Sounds like video driver issues... I'd try doing the "Additional Drivers" thing prior to updating the system. Also, I always have better luck using Synaptic rather than Mint-update for the initial (huge) round of updates, though I doubt that's really a factor here. I'm guessing you have an Nvidia graphics card that doesn't play well with the free driver (nouveau) when combined with the updated kernel.
claudecat: I use an ATI Mobility Radeon HD 6250, an integrated GPU in my netbook.
The same thing happened twice. I think the first time I manually installed the newest ATI driver from ATI's website, before doing dist-upgrade. And the second time I didn't install any proprietary driver (was just using the open-source one) when I did dist-upgrade. Does that still suggest to you a video driver issue?
The question is why you are doing a dist-upgrade in the first place? If all you wanted to do was upgrade packages and didn't want to use mintupdate, you should have used apt upgrade, synaptic or installed the ubuntu update manager.
remoulder: What is wrong with dist-upgrade? I read up on the difference between upgrade and dist-upgrade long ago and came away with the idea that dist-upgrade is usually better, plus I've done it many times before on other Ubuntu and Mint distros and never had a problem, especially on fresh installs.
I was doing it because Mint 13 KDE came out months ago so I just wanted to have everything up to date. Isn't that what people use the command for?
dist-upgrade more than likely updated the kernel and thus threw you video driver into non operating status.
you may have to revert back to the older kernel to get it working.
on the boot screen when you first boot mint. how may kernels are listed? if more than one try the older of the two and see if you can get into mint.
If you can go to synaptic and remove the one not being used. (the newer one).
kc1di: This happened with both an open-source driver (the one contained in the .ISO I presume) and a proprietary one manually installed from ATI's website. Do you still think the cause you stated is likely to be the culprit?
As for GRUB listing different kernels on boot, well, I never even see GRUB after Mint 13 KDE installs... before or after dist-upgrade... and I don't know what's up with that. It's never happened before with other distros. On boot it goes from the OEM's screen (whatever that's called, the one with some system info) to black screen for about a minute, then to KDE's login manager. That's what normally happens before I attempt to upgrade stuff and ruin everything in the process.
For anyone reading, I was also wondering what people do during dist-upgrade when it comes to three files that you're asked to either replace or keep. I believe they were "issue", "issue.net", and "lsb-release", or something like that. I checked the differences between the revisions and the stock .ISO ones have what looks like Mint identifying info, while the updated ones have Ubuntu identifying info. I was a bit confused because obviously the older Mint-identifying files are custom for Mint but the newer Ubuntu-identifying files might be needed to work well with all the other upgrades?
So, I'm still uncertain and if possible I'd like some more feedback before tinkering and trying again. Every failed attempt kinda wastes several hours of my day unfortunately. Thanks for the help.
Linux newbie still. Asus Eee PC 1015b with Mint KDE.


Brief:
Return each record verbatim, images excluded.

Figure record listings

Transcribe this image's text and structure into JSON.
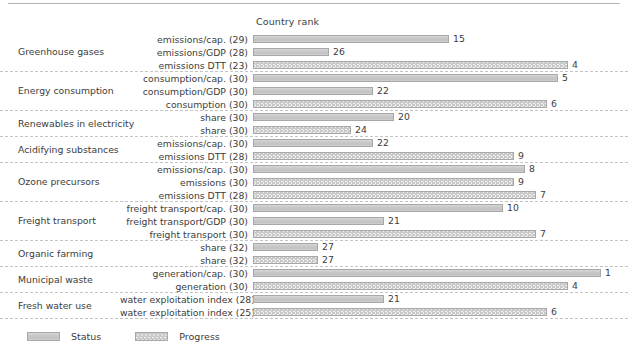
{
  "header": {
    "column_title": "Country rank"
  },
  "legend": {
    "status_label": "Status",
    "progress_label": "Progress",
    "status_color": "#c9c9c9",
    "progress_color": "#f2f2f2",
    "border_color": "#a8a8a8"
  },
  "chart_data": {
    "type": "bar",
    "title": "Country rank",
    "xlabel": "",
    "ylabel": "",
    "orientation": "horizontal",
    "value_axis_note": "Bar length is inversely proportional to country rank (rank 1 = longest bar); max scale 32 countries",
    "max_rank": 32,
    "series": [
      {
        "name": "Status",
        "style": "solid-fill"
      },
      {
        "name": "Progress",
        "style": "hatched-chevron"
      }
    ],
    "groups": [
      {
        "category": "Greenhouse gases",
        "rows": [
          {
            "label": "emissions/cap. (29)",
            "total": 29,
            "rank": 15,
            "series": "Status"
          },
          {
            "label": "emissions/GDP (28)",
            "total": 28,
            "rank": 26,
            "series": "Status"
          },
          {
            "label": "emissions DTT (23)",
            "total": 23,
            "rank": 4,
            "series": "Progress"
          }
        ]
      },
      {
        "category": "Energy consumption",
        "rows": [
          {
            "label": "consumption/cap. (30)",
            "total": 30,
            "rank": 5,
            "series": "Status"
          },
          {
            "label": "consumption/GDP (30)",
            "total": 30,
            "rank": 22,
            "series": "Status"
          },
          {
            "label": "consumption (30)",
            "total": 30,
            "rank": 6,
            "series": "Progress"
          }
        ]
      },
      {
        "category": "Renewables in electricity",
        "rows": [
          {
            "label": "share (30)",
            "total": 30,
            "rank": 20,
            "series": "Status"
          },
          {
            "label": "share (30)",
            "total": 30,
            "rank": 24,
            "series": "Progress"
          }
        ]
      },
      {
        "category": "Acidifying substances",
        "rows": [
          {
            "label": "emissions/cap. (30)",
            "total": 30,
            "rank": 22,
            "series": "Status"
          },
          {
            "label": "emissions DTT (28)",
            "total": 28,
            "rank": 9,
            "series": "Progress"
          }
        ]
      },
      {
        "category": "Ozone precursors",
        "rows": [
          {
            "label": "emissions/cap. (30)",
            "total": 30,
            "rank": 8,
            "series": "Status"
          },
          {
            "label": "emissions (30)",
            "total": 30,
            "rank": 9,
            "series": "Progress"
          },
          {
            "label": "emissions DTT (28)",
            "total": 28,
            "rank": 7,
            "series": "Progress"
          }
        ]
      },
      {
        "category": "Freight transport",
        "rows": [
          {
            "label": "freight transport/cap. (30)",
            "total": 30,
            "rank": 10,
            "series": "Status"
          },
          {
            "label": "freight transport/GDP (30)",
            "total": 30,
            "rank": 21,
            "series": "Status"
          },
          {
            "label": "freight transport (30)",
            "total": 30,
            "rank": 7,
            "series": "Progress"
          }
        ]
      },
      {
        "category": "Organic farming",
        "rows": [
          {
            "label": "share (32)",
            "total": 32,
            "rank": 27,
            "series": "Status"
          },
          {
            "label": "share (32)",
            "total": 32,
            "rank": 27,
            "series": "Progress"
          }
        ]
      },
      {
        "category": "Municipal waste",
        "rows": [
          {
            "label": "generation/cap. (30)",
            "total": 30,
            "rank": 1,
            "series": "Status"
          },
          {
            "label": "generation (30)",
            "total": 30,
            "rank": 4,
            "series": "Progress"
          }
        ]
      },
      {
        "category": "Fresh water use",
        "rows": [
          {
            "label": "water exploitation index (28)",
            "total": 28,
            "rank": 21,
            "series": "Status"
          },
          {
            "label": "water exploitation index (25)",
            "total": 25,
            "rank": 6,
            "series": "Progress"
          }
        ]
      }
    ]
  }
}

Answer to this problem:
Transcribe this image's text and structure into JSON.
{
  "header": {
    "column_title": "Country rank"
  },
  "legend": {
    "status_label": "Status",
    "progress_label": "Progress",
    "status_color": "#c9c9c9",
    "progress_color": "#f2f2f2",
    "border_color": "#a8a8a8"
  },
  "chart_data": {
    "type": "bar",
    "title": "Country rank",
    "xlabel": "",
    "ylabel": "",
    "orientation": "horizontal",
    "value_axis_note": "Bar length is inversely proportional to country rank (rank 1 = longest bar); max scale 32 countries",
    "max_rank": 32,
    "series": [
      {
        "name": "Status",
        "style": "solid-fill"
      },
      {
        "name": "Progress",
        "style": "hatched-chevron"
      }
    ],
    "groups": [
      {
        "category": "Greenhouse gases",
        "rows": [
          {
            "label": "emissions/cap. (29)",
            "total": 29,
            "rank": 15,
            "series": "Status"
          },
          {
            "label": "emissions/GDP (28)",
            "total": 28,
            "rank": 26,
            "series": "Status"
          },
          {
            "label": "emissions DTT (23)",
            "total": 23,
            "rank": 4,
            "series": "Progress"
          }
        ]
      },
      {
        "category": "Energy consumption",
        "rows": [
          {
            "label": "consumption/cap. (30)",
            "total": 30,
            "rank": 5,
            "series": "Status"
          },
          {
            "label": "consumption/GDP (30)",
            "total": 30,
            "rank": 22,
            "series": "Status"
          },
          {
            "label": "consumption (30)",
            "total": 30,
            "rank": 6,
            "series": "Progress"
          }
        ]
      },
      {
        "category": "Renewables in electricity",
        "rows": [
          {
            "label": "share (30)",
            "total": 30,
            "rank": 20,
            "series": "Status"
          },
          {
            "label": "share (30)",
            "total": 30,
            "rank": 24,
            "series": "Progress"
          }
        ]
      },
      {
        "category": "Acidifying substances",
        "rows": [
          {
            "label": "emissions/cap. (30)",
            "total": 30,
            "rank": 22,
            "series": "Status"
          },
          {
            "label": "emissions DTT (28)",
            "total": 28,
            "rank": 9,
            "series": "Progress"
          }
        ]
      },
      {
        "category": "Ozone precursors",
        "rows": [
          {
            "label": "emissions/cap. (30)",
            "total": 30,
            "rank": 8,
            "series": "Status"
          },
          {
            "label": "emissions (30)",
            "total": 30,
            "rank": 9,
            "series": "Progress"
          },
          {
            "label": "emissions DTT (28)",
            "total": 28,
            "rank": 7,
            "series": "Progress"
          }
        ]
      },
      {
        "category": "Freight transport",
        "rows": [
          {
            "label": "freight transport/cap. (30)",
            "total": 30,
            "rank": 10,
            "series": "Status"
          },
          {
            "label": "freight transport/GDP (30)",
            "total": 30,
            "rank": 21,
            "series": "Status"
          },
          {
            "label": "freight transport (30)",
            "total": 30,
            "rank": 7,
            "series": "Progress"
          }
        ]
      },
      {
        "category": "Organic farming",
        "rows": [
          {
            "label": "share (32)",
            "total": 32,
            "rank": 27,
            "series": "Status"
          },
          {
            "label": "share (32)",
            "total": 32,
            "rank": 27,
            "series": "Progress"
          }
        ]
      },
      {
        "category": "Municipal waste",
        "rows": [
          {
            "label": "generation/cap. (30)",
            "total": 30,
            "rank": 1,
            "series": "Status"
          },
          {
            "label": "generation (30)",
            "total": 30,
            "rank": 4,
            "series": "Progress"
          }
        ]
      },
      {
        "category": "Fresh water use",
        "rows": [
          {
            "label": "water exploitation index (28)",
            "total": 28,
            "rank": 21,
            "series": "Status"
          },
          {
            "label": "water exploitation index (25)",
            "total": 25,
            "rank": 6,
            "series": "Progress"
          }
        ]
      }
    ]
  }
}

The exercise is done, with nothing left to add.